Ideas to assist in managing depressed mood
Managing self in relationships
- Rather than put all the focus on lifting mood it may be helpful to focus on maintaining the best functioning possible. Examples of functioning or self management are: organising adequate bedtime, eating healthily, exercising and relaxing, being responsible for appointments and medical care, fulfilling role responsibilities at work and in the houshold.
- Take care of allowing others to do any aspects of your life functioning for you. This may contribute to an increased sense of helplessness. Ask for help when you need it but if others are stepping in to manage areas of your responsibility, it may require you to ask them to step back from this. When depressed mood feels like it has drained all motivation and energy it is helpful to take responsibility for communicating to others what you are going through and to nominate what you will stay responsible for even when it may be limited.
- The reverse of the above is the trap of feeling responsible for other people’s wellbeing. You can care without needing to make everything right for another. A good check is to ask: “Am I thinking, feeling or behaving on behalf of another rather than on behalf of myself?”
- Take care of intuiting or mind reading the thoughts and feelings of others and taking these perceptions personally. Equally comparing your self to others takes energy away from a focus on your own life course.
- Focusing on understanding the relationship challenges that your family has had to adapt to over the generations can be a useful way of moving from blame to awareness. A focus on unchangeable hurts from the past may contribute to people getting stuck in a victim role. Blaming others can drain a person’s ability to manage themselves.
- Stay as connected as possible to significant others.
Tune into what is going on inside your mind and body
- Experiment with ways to calm and sooth yourself. (E.g. Positive meditation; cheerful music; walking in a favourite place; reflecting on principles of personal integrity.) Take care of turning to external things such as alcohol (or people) to do this for you.
- Keep time as structured as possible, including leisure and relaxation time. Routines can help with a sense of stability. Take care to have a balanced emotional diet. Eg: beware of over-emphasize intense thinking (deep and meaningfuls). Is there a balance with developing your lighthearted side? (This applies to choice of books and movies as well as thought processes.)
- Notice whether your thinking is fueling your sense of helplessness and pessimism. Stay aware of your inner critic. You decide whether or not to pay attention to negative feedback. What we think about is in our control in a way that feelings are not. A helpful saying: “Have your feelings but don’t allow them to have you.”
- Stay alert to “all or nothing thinking”, where one negative occurrence defines the bigger picture. Notice whether your reaction to one event is exagerated beyond the facts of the single incident. Beware of perfectionism! -for self and others. Check whether you have realistic expectations of self, family, friends and others.
The role of medication While medication may provide some supportive relief it cannot provide prevention. Antidepressants may sometimes be useful in giving some relief from symptoms so that a person is better able to address the issues that have lowered their functioning.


• Work item: List each line of the data that holds the word "number".
BEGIN Data listing
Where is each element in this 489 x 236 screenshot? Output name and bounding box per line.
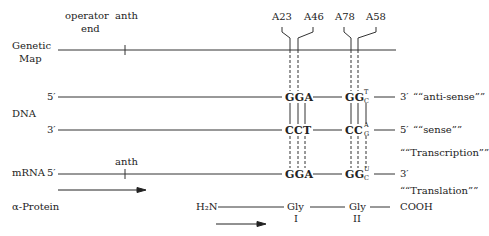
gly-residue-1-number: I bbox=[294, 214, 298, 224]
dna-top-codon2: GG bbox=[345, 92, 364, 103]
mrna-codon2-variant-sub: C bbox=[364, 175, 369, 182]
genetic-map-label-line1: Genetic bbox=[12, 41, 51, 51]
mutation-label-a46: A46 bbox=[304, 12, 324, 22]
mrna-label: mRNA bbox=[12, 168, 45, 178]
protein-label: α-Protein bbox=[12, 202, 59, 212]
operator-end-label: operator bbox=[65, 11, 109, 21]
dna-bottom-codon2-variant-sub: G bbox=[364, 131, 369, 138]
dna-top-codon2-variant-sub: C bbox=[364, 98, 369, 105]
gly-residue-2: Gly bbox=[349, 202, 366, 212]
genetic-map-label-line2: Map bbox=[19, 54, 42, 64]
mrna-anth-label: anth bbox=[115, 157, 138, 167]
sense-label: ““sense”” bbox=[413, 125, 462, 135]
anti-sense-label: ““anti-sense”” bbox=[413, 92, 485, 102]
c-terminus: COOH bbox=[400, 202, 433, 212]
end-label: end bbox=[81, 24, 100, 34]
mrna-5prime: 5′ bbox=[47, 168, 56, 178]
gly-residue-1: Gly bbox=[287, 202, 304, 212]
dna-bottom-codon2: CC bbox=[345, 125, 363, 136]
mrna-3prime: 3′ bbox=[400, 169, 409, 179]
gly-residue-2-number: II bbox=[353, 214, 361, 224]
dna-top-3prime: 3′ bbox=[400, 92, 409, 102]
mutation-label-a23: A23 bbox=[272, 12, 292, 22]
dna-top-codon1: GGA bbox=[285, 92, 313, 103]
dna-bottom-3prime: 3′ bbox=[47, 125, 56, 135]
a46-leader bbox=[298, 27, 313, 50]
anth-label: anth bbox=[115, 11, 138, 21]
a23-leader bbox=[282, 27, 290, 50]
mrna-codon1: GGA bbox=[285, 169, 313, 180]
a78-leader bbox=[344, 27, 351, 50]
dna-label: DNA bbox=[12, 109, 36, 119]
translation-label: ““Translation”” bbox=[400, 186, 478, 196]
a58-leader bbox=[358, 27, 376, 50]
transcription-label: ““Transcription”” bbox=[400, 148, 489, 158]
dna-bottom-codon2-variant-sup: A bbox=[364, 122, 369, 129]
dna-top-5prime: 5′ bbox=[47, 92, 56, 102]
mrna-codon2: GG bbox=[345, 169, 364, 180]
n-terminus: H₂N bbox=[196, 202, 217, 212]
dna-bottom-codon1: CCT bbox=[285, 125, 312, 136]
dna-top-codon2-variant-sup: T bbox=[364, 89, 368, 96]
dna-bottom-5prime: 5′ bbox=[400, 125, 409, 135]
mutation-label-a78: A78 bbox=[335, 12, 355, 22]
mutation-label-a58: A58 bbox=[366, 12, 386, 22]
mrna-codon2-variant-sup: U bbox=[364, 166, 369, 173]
END Data listing
BEGIN Data listing
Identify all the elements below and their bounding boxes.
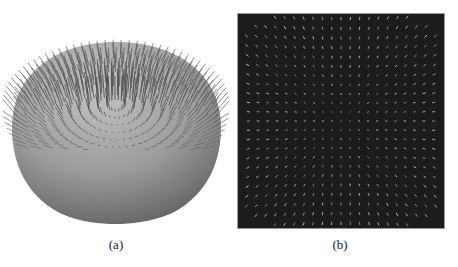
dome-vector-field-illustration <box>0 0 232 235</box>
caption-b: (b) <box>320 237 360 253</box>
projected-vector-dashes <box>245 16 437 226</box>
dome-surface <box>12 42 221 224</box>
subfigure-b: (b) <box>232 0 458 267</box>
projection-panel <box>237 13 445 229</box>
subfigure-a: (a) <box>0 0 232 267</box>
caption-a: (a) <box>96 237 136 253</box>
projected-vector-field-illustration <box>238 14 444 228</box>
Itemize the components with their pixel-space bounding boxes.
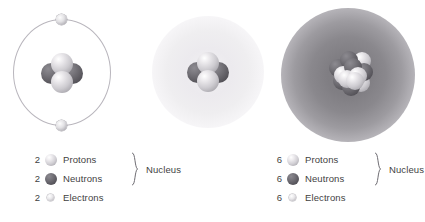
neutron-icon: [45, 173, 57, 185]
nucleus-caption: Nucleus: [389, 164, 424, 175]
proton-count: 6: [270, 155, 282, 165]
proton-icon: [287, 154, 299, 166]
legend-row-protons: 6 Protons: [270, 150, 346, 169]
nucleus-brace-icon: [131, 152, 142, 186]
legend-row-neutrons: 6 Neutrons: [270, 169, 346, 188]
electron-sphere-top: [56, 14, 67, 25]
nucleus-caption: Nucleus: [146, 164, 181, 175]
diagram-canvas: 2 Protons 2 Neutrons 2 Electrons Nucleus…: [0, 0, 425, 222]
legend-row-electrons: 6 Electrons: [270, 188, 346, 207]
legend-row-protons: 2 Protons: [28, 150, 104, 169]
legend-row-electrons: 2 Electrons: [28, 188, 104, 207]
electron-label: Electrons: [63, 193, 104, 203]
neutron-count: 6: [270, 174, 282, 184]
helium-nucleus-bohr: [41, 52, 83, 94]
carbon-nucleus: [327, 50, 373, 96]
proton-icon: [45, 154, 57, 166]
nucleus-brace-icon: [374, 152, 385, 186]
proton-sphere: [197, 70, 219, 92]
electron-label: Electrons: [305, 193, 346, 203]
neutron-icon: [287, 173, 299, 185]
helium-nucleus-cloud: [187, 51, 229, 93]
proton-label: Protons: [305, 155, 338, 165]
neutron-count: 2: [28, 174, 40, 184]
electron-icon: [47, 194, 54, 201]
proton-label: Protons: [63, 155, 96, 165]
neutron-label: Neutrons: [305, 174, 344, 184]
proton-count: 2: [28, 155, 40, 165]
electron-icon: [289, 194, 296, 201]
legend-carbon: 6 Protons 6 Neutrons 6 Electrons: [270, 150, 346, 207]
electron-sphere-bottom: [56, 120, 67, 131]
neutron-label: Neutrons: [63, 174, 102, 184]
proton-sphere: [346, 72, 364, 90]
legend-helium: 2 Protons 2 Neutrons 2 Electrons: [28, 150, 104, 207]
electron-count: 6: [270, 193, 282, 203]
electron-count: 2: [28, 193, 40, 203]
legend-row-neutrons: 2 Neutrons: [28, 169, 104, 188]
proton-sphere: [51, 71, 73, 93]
END Data listing
• Answer space:
gly-residue-1-number: I bbox=[294, 214, 298, 224]
gly-residue-2-number: II bbox=[353, 214, 361, 224]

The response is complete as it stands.